By drradupotenz on March 28, 2026

I’ve been searching for a clean and reliable way to control the visibility of individual blocks, and this plugin delivers exactly that. The interface is intuitive, the options are clearly structured, and everything works seamlessly inside the editor without adding unnecessary complexity.

What I appreciate most is that the plugin stays lightweight while still giving me precise control over when and how blocks appear. It integrates naturally into my workflow and does exactly what it promises.

Finally found what I wanted

By Mhd Wahyu NZ (pakacil) on May 3, 2025

I finally found what I wanted and I really like it. Works very well as described. Thank you.

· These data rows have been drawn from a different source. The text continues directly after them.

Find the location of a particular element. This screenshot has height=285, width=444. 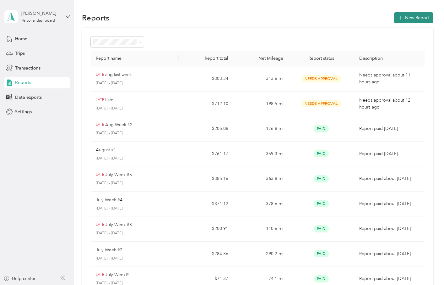

button: New Report is located at coordinates (414, 18).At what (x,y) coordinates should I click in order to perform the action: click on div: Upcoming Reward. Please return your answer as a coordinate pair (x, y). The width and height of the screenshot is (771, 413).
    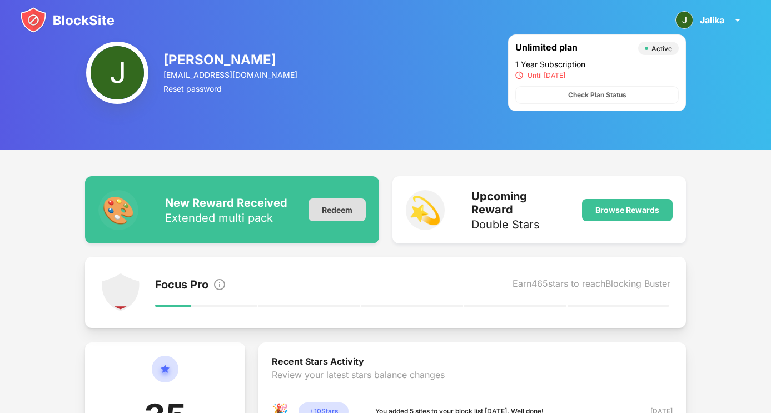
    Looking at the image, I should click on (521, 203).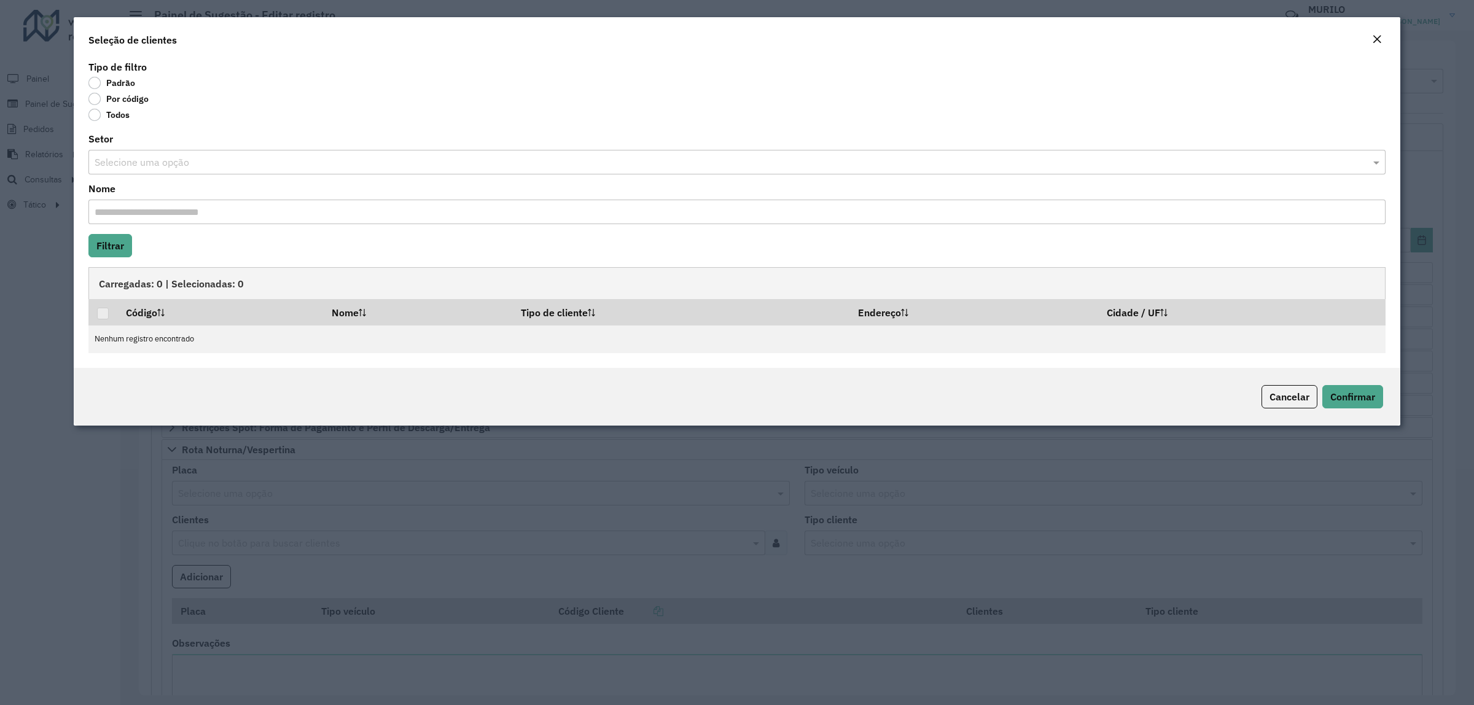  Describe the element at coordinates (102, 189) in the screenshot. I see `label: Nome` at that location.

I have submitted the translation for my local language.

Great!

By Loosie94 on November 22, 2024

Exactly what i was looking for, thanks!

1.2.8

  • Added visibility controls for previously excluded dynamic core blocks, including Archives, Calendar, RSS, Latest Comments, and Tag Cloud.
  • Registered visibility attributes on the server so dynamic block previews pass REST validation in the editor.
  • Improved dynamic block rendering so plugin visibility classes are applied consistently on the frontend.

1.2.7

  • Fixed frontend device visibility when synced with the WordPress Hide block modal, so custom plugin breakpoints remain authoritative.
  • Prevented WordPress core viewport visibility CSS from overlapping with the plugin’s mobile, tablet, and desktop breakpoint rules.
  • Updated the bundled Freemius WordPress SDK to 2.13.2.

1.2.6

  • Added synchronization between the plugin’s device visibility toggles and the WordPress 7.0 Hide block modal.
  • Existing device visibility settings are synced to WordPress block visibility metadata when supported.
  • Updated editor scripts for better compatibility with the built-in block visibility controls.

1.2.5

  • Tested with WordPress 7.0.
  • Updated the plugin metadata to require PHP 7.4 or higher, matching the WordPress 7.0 minimum supported PHP version.
  • Improved the editor sidebar integration for the WordPress 7.0 block editor.
  • Removed a generated translation cache file from the release package.

1.2.4

  • Added Pro upgrade information to the block editor visibility panel.
  • Added a Pro feature card to the plugin settings page.
  • Verified visibility controls in the WordPress Site Editor and template part editing flow.

1.2.3

  • Added a Pro upgrade path for role visibility, scheduled visibility, and URL/query visibility rules.
  • Improved the settings page layout and removed extra branding from the page header.
  • Moved the review prompt into a standard WordPress admin notice on the plugin settings page.
  • Added a 7-day delay before showing the review prompt to new and existing users.
  • Replaced the external Buy Me a Coffee script with a regular support link.
  • Updated plugin author metadata.

1.2.2

  • Tested with WordPress 6.9.
  • Fixed dynamic block visibility handling for WordPress 6.9.4 and newer block rendering contexts.
  • Fixed the settings button URL in the block editor for subdirectory installs.
  • Improved visibility CSS loading for block themes and block widget contexts.

1.2.1

  • Fixed a problem with index.js

1.2.0

  • Refactored JavaScript build system to use @wordpress/scripts.
  • Removed legacy Gulp-based setup for cleaner and more maintainable builds.
  • No functional changes for end users

1.1.3

  • Fixed a problem with renaming blocks

1.1.2

  • Fixed a problem with some dynamic blocks

1.1.1

  • Tested up to WordPress 6.8

1.1.0

  • Tested up to WordPress 6.7.1

1.0.9

  • Tested up to WordPress 6.7

1.0.8

  • Added wp.blockEditor.InspectorControls instead wp.editor.InspectorControls

1.0.7

  • Added video tips to the settings page

1.0.6

  • Small fix

1.0.5

  • Added option to hide blocks for logged-in users.
  • Added option to hide blocks for non-logged-in users.
  • Added visual indication (strikethrough and overlay) for blocks hidden based on user login status in Gutenberg editor.

1.0.4

  • Added support for dynamic Gutenberg block, for example: Navigation, Site Logo, Post Content etc.

1.0.3

  • Added new language – ru_RU.
  • Fixed a small bug.

1.0.2

  • Added new option – Disable CSS loading on pages without Gutenberg.

1.0.0

  • Initial release with functionality to hide blocks on mobile, tablet, and desktop devices.
  • User-configurable breakpoints for each device type.